Idk if that’s necessarily true, though I suppose it depends on what you define as the high standard of living. That isn’t well spelled out. It also assumes there isn’t significant change in energy input required for the high standard output.
Nah, Earth is fine. It’s the human population that will reach a breaking point.
Do t worry, we’ll take a significant portion of life down with us!
Well population rate is dropping so it will balance out. So long as birth control stays cheap, legal, and easy.
This article so so fucked up I don’t even know where to start. Like just the framing from the get-go treats economic development, human lives, and the ecology as equivalent in importance. But also, we know what sort of socioeconomic systems this sort of Malthusian ideology gets us, and we know what sort of socioeconomic systems (doi.org/10.1016/j.gloenvcha.2021.102287) lead to a sustainable future (doi.org/10.1038/s41560-018-0172-6 ).
This focus in academia on “what population can the earth sustain capitalism at” instead of “how can we shape our lives to live as one with the rest of the life on earth” is insidious. It stokes the fires of global fascism and manufactures consent for ethnic cleansing of the peoples who we should be most closely learning from.
It’s never been a resource problem. It’s always been a distribution issue.
I found the study a but confusing at first
What they seem to have done is taken population data for humans (some of the early data has larger error bars) and mapped two population models to them:
Both of these models have a carrying capacity that can be calculated.
I’m not sure how they took into account technological jumps that changed carrying capacity.
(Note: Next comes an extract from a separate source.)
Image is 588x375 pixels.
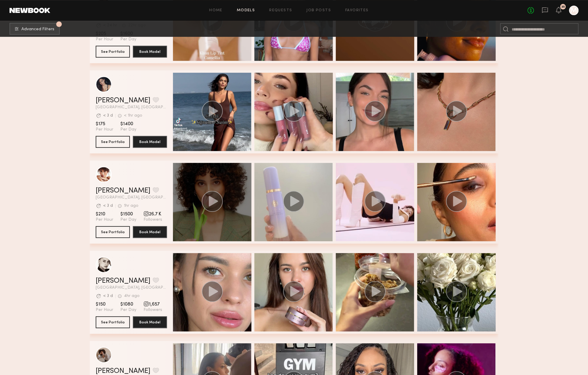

They seem to have ignored that but I’d assume it would at the very least make the fit harder and I’m suspicious that either model can account for it.
Their conclusion actually both notes that technology can be important and that carrying capacity is tough to estimate:
But I think it then goes on to overstate their contribution:
This isn’t my field though, I just struggled to understand what they were actually basing this claim on and figured I may as well share it.
Population is to blame only if you think that the depletion of resources is shared equally among all people and required for survival.